“Am I Prog’s Taylor Swift? That’s a debate that could run and run”: why Peter Hammill re-recorded his Enigma-era albums

Peter Hammill
(Image credit: Getty Images)

Van der Graaf Generator lynchpin Peter Hammill has taken inspiration from the unlikely figure of pop colossus Taylor Swift in his decision to re-record two of his Engima Records releases. In A Foreign Town (1998) and Out Of Water (2000) had been unavailable for some time until the new versions arrived on November 24 via Esoteric.

“Earlier last year, I was in the process of sorting out the copyrights that I still owned from Fie! Records,” says Hammill, “and it became clear that there was a dispute about the ownership of these two albums, because they were made for Enigma in the States. It wasn’t clear whether that ownership had passed on to various other people along the way or not. So I decided to take a leaf out of Taylor Swift’s book and do my versions by completely re-recording them.”

Since their original release, both albums have proved divisive among Hammill’s followers, though the consensus contends that the material contained is let down by production techniques, which date the albums in less-than-flattering ways.

“When I made In A Foreign Town, it was the first time I’d begun sequencing for myself,” explains Hammill. “It had sounds that were very much of the time – in particular big snares and all that sort of thing – which cropped up on both albums. For myself, and for a lot of the fans, In A Foreign Town in particular was an album that had not a bad reputation. But it was felt that, of everything that I’d done, that’s the one that, sonically, was a little bit lacking – even though the songs themselves are interesting.”

With the exception of Stuart Gordon’s violin that runs through the melancholy Something About Ysabel’s Dance on Out Of Water, everything was re-recorded from the ground up. Each album took around two months to get into shape at Hammill’s Terra Incognita studio.

And while the contemporary sonic muscularity is evident throughout both, the recording process – especially on Out Of Water – wasn’t without its challenges. Originally recorded with guitarist John Ellis, bassist Nic Potter and saxophonist David Jackson, here Hammill shoulders the musical yoke in his own inimitable style.

“It was a big challenge because I was replacing brilliant musicians,” he admits. “But I guess that’s one of the changes that’s happened in the intervening period: I have become more of a guitarist, but I still wouldn’t put myself up at the John Ellis level.

“But in all cases, I wasn’t trying to replicate exactly what there’d been before. Some things have stayed the same because they’re structurally important in terms of the material, but with other things, I was just trying to do something that echoed, but in my own way, what was already there.”

He continues: “Another aspect is that my voice is so many years different. A song like A Way Out, for instance, I’ve now sung hundreds of times and it’s now infused with both the original meaning of the song, but also the knowledge one has gained through performing it.”

Crucially, for Hammill, it’s all about aesthetics, but it does raise the question: is Peter Hammill the Taylor Swift of prog? “No, I don’t think so!” he laughs. “That’s a debate that could run and run. And I look forward to the polling!”

Julian Marszalek

Julian Marszalek is the former Reviews Editor of The Blues Magazine. He has written about music for Music365, Yahoo! Music, The Quietus, The Guardian, NME and Shindig! among many others. As the Deputy Online News Editor at Xfm he revealed exclusively that Nick Cave’s second novel was on the way. During his two-decade career, he’s interviewed the likes of Keith Richards, Jimmy Page and Ozzy Osbourne, and has been ranted at by John Lydon. He’s also in the select group of music journalists to have actually got on with Lou Reed. Marszalek taught music journalism at Middlesex University and co-ran the genre-fluid Stow Festival in Walthamstow for six years.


YOUR ASSIGNMENT:
Could you count the lines below that include the word "value" and give only the number?

GIVEN INFORMATION:
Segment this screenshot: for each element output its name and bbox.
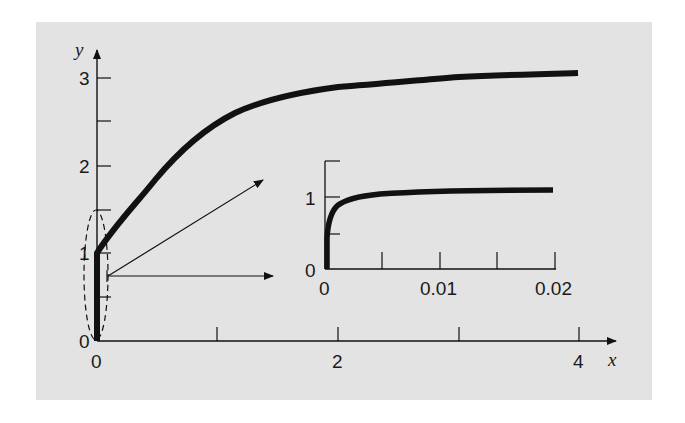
x-tick-label-0: 0: [91, 351, 102, 372]
inset-x-tick-label-0: 0: [319, 278, 330, 299]
inset-y-tick-label-0: 0: [305, 260, 316, 281]
y-tick-label-3: 3: [79, 68, 90, 89]
inset-y-tick-label-1: 1: [305, 188, 316, 209]
inset-x-tick-label-0.01: 0.01: [420, 278, 457, 299]
y-tick-label-0: 0: [79, 331, 90, 352]
x-tick-label-2: 2: [332, 351, 343, 372]
x-axis-label: x: [607, 349, 617, 370]
y-tick-label-1: 1: [79, 243, 90, 264]
y-tick-label-2: 2: [79, 156, 90, 177]
inset-x-tick-label-0.02: 0.02: [535, 278, 572, 299]
x-tick-label-4: 4: [573, 351, 584, 372]
figure: 3 2 1 0 0 2 4 y x: [0, 0, 685, 423]
chart-svg: 3 2 1 0 0 2 4 y x: [0, 0, 685, 423]
y-axis-label: y: [73, 39, 84, 60]
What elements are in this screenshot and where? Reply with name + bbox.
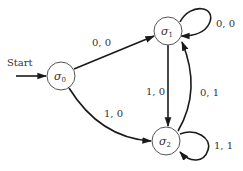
edge-s2-s1 — [178, 42, 191, 131]
edge-s0-s1 — [74, 36, 154, 69]
start-label: Start — [7, 57, 33, 68]
edge-label-s2-s2: 1, 1 — [214, 140, 233, 151]
edge-s1-s1 — [180, 9, 211, 36]
edge-label-s1-s2: 1, 0 — [146, 86, 165, 97]
state-diagram: Start 0, 0 1, 0 0, 0 1, 0 0, 1 1, 1 σ0 σ… — [0, 0, 243, 171]
state-s0: σ0 — [47, 62, 75, 90]
edge-label-s1-s1: 0, 0 — [216, 18, 235, 29]
edge-label-s2-s1: 0, 1 — [200, 87, 219, 98]
state-s1: σ1 — [154, 17, 182, 45]
state-s2: σ2 — [152, 127, 180, 155]
edge-s2-s2 — [180, 132, 209, 160]
edge-label-s0-s1: 0, 0 — [92, 37, 111, 48]
edge-label-s0-s2: 1, 0 — [104, 108, 123, 119]
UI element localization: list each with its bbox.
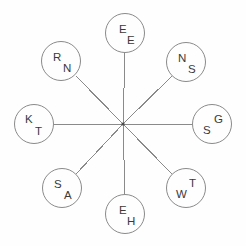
node-bottom-right[interactable]: TW [166,168,206,208]
node-right[interactable]: GS [192,104,232,144]
spoke-line [76,76,123,124]
node-letter-secondary: S [188,64,196,76]
spoke-line [123,76,172,124]
node-letter-secondary: E [127,35,135,47]
spoke-line [123,124,125,194]
node-left[interactable]: KT [14,104,54,144]
node-letter-primary: N [178,53,186,65]
node-top[interactable]: EE [105,13,145,53]
node-top-left[interactable]: RN [41,41,81,81]
node-letter-primary: E [119,205,127,217]
node-letter-secondary: S [203,125,211,137]
node-letter-secondary: W [176,189,187,201]
hub-point [121,122,124,125]
node-letter-primary: S [54,179,62,191]
radial-diagram: EENSGSTWEHSAKTRN [0,0,246,246]
node-top-right[interactable]: NS [166,42,206,82]
node-bottom-left[interactable]: SA [42,168,82,208]
node-letter-primary: E [119,24,127,36]
spoke-line [76,124,123,174]
node-bottom[interactable]: EH [105,194,145,234]
node-letter-secondary: A [64,190,72,202]
node-letter-secondary: N [63,63,71,75]
node-letter-primary: T [189,178,196,190]
spoke-line [123,53,125,124]
node-letter-primary: G [214,114,223,126]
spoke-line [123,124,172,174]
node-letter-secondary: T [35,126,42,138]
node-letter-secondary: H [127,216,135,228]
node-letter-primary: R [53,52,61,64]
node-letter-primary: K [25,114,33,126]
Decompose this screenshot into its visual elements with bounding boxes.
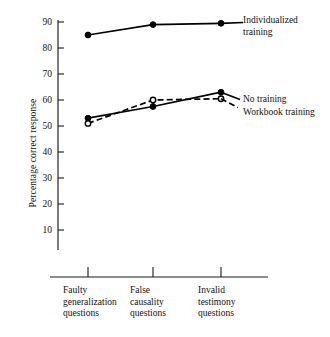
series-workbook-training xyxy=(85,96,223,126)
series-label-workbook-training: Workbook training xyxy=(243,107,315,119)
x-category-invalid-testimony-line-1: Invalid xyxy=(198,285,276,297)
leader-line-individualized-training xyxy=(221,23,243,24)
x-category-false-causality-line-2: causality xyxy=(130,297,208,309)
series-label-no-training: No training xyxy=(243,94,287,106)
x-category-invalid-testimony-line-2: testimony xyxy=(198,297,276,309)
series-label-individualized-training: Individualized training xyxy=(243,15,298,38)
series-label-individualized-line-2: training xyxy=(243,27,298,39)
x-category-label-invalid-testimony: Invalid testimony questions xyxy=(198,285,276,320)
x-category-false-causality-line-1: False xyxy=(130,285,208,297)
leader-line-workbook-training xyxy=(221,99,238,108)
data-point-individualized-faulty xyxy=(85,32,91,38)
data-point-individualized-false-causality xyxy=(150,22,156,28)
x-category-false-causality-line-3: questions xyxy=(130,308,208,320)
x-category-invalid-testimony-line-3: questions xyxy=(198,308,276,320)
x-category-label-false-causality: False causality questions xyxy=(130,285,208,320)
series-individualized-training xyxy=(85,20,224,37)
series-leader-lines xyxy=(221,23,243,108)
data-point-workbook-faulty xyxy=(85,121,90,126)
data-point-no-training-false-causality xyxy=(150,104,156,110)
data-point-workbook-false-causality xyxy=(150,97,155,102)
x-axis-ticks xyxy=(88,267,221,277)
chart-figure: Percentage correct response 90 80 70 60 … xyxy=(0,0,330,337)
series-label-individualized-line-1: Individualized xyxy=(243,15,298,27)
y-axis-ticks xyxy=(58,22,64,230)
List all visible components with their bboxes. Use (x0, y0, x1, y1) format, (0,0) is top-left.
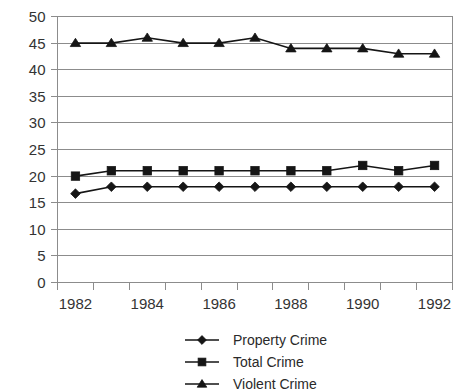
y-tick-label-45: 45 (29, 35, 46, 52)
y-tick-label-15: 15 (29, 194, 46, 211)
marker-square (287, 167, 295, 175)
y-tick-label-10: 10 (29, 221, 46, 238)
x-tick-label-1992: 1992 (418, 295, 451, 312)
marker-square (179, 167, 187, 175)
marker-square (71, 172, 79, 180)
x-tick-label-1986: 1986 (202, 295, 235, 312)
marker-square (143, 167, 151, 175)
legend-label: Violent Crime (233, 376, 317, 391)
line-chart: 05101520253035404550 1982198419861988199… (0, 0, 476, 391)
marker-square (394, 167, 402, 175)
y-tick-label-25: 25 (29, 141, 46, 158)
chart-container: 05101520253035404550 1982198419861988199… (0, 0, 476, 391)
y-tick-label-50: 50 (29, 8, 46, 25)
x-tick-label-1990: 1990 (346, 295, 379, 312)
y-tick-label-30: 30 (29, 114, 46, 131)
y-tick-label-0: 0 (37, 274, 45, 291)
x-tick-label-1982: 1982 (59, 295, 92, 312)
y-tick-label-35: 35 (29, 88, 46, 105)
marker-square (323, 167, 331, 175)
x-tick-label-1984: 1984 (131, 295, 164, 312)
marker-square (198, 358, 206, 366)
marker-square (107, 167, 115, 175)
marker-square (359, 161, 367, 169)
legend-label: Property Crime (233, 332, 327, 348)
x-tick-label-1988: 1988 (274, 295, 307, 312)
marker-square (215, 167, 223, 175)
legend-label: Total Crime (233, 354, 304, 370)
marker-square (251, 167, 259, 175)
y-tick-label-5: 5 (37, 247, 45, 264)
y-tick-label-20: 20 (29, 168, 46, 185)
marker-square (430, 161, 438, 169)
y-tick-label-40: 40 (29, 61, 46, 78)
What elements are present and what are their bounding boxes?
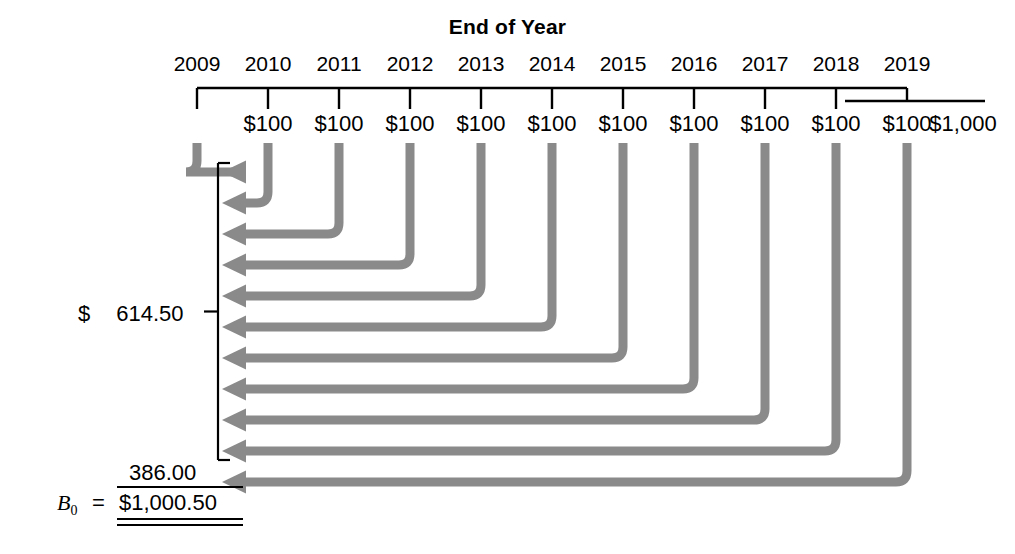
b0-subscript: 0 [70,503,77,518]
cash-flow-arrow-2 [222,143,339,246]
year-label-2012: 2012 [387,53,434,74]
cash-flow-arrows-group [186,143,907,494]
cash-flow-timeline-figure: End of Year 2009201020112012201320142015… [0,0,1015,554]
cash-flow-arrow-9 [222,143,836,463]
cash-flow-label-10: $1,000 [929,113,996,135]
cash-flow-arrow-3 [222,143,410,277]
b0-symbol-letter: B [57,490,70,515]
year-label-2019: 2019 [884,53,931,74]
arrow-shaft-8 [246,143,765,420]
cash-flow-label-5: $100 [599,113,648,135]
pv-principal-label: 386.00 [129,462,196,484]
pv-annuity-currency: $ [78,301,90,326]
year-label-2018: 2018 [813,53,860,74]
year-label-2010: 2010 [245,53,292,74]
cash-flow-label-8: $100 [812,113,861,135]
timeline-axis-group [197,88,985,109]
arrow-shaft-1 [246,143,268,203]
cash-flow-arrow-4 [222,143,481,308]
year-label-2009: 2009 [174,53,221,74]
cash-flow-label-2: $100 [386,113,435,135]
year-label-2016: 2016 [671,53,718,74]
cash-flow-label-3: $100 [457,113,506,135]
arrow-head-6 [222,347,246,370]
arrow-shaft-10 [246,143,907,482]
cash-flow-arrow-6 [222,143,623,370]
cash-flow-arrow-0 [186,143,246,184]
b0-equals-sign: = [92,492,105,514]
arrow-head-3 [222,254,246,277]
year-label-2011: 2011 [316,53,361,74]
b0-total-value: $1,000.50 [119,492,217,514]
arrow-head-4 [222,285,246,308]
b0-symbol: B0 [57,492,77,518]
arrow-head-1 [222,192,246,215]
arrow-shaft-2 [246,143,339,234]
cash-flow-label-7: $100 [741,113,790,135]
year-label-2015: 2015 [600,53,647,74]
year-label-2017: 2017 [742,53,789,74]
arrow-shaft-4 [246,143,481,296]
year-label-2013: 2013 [458,53,505,74]
year-label-2014: 2014 [529,53,576,74]
annuity-bracket-group [204,163,230,460]
cash-flow-arrow-10 [222,143,907,494]
cash-flow-label-6: $100 [670,113,719,135]
arrow-head-10 [222,471,246,494]
pv-annuity-value: 614.50 [116,301,183,326]
cash-flow-label-1: $100 [315,113,364,135]
cash-flow-label-0: $100 [244,113,293,135]
arrow-head-5 [222,316,246,339]
cash-flow-label-4: $100 [528,113,577,135]
arrow-head-2 [222,223,246,246]
pv-annuity-label: $614.50 [78,303,184,325]
cash-flow-label-9: $100 [883,113,932,135]
arrow-head-8 [222,409,246,432]
arrow-head-7 [222,378,246,401]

SOLUTION BELOW:
2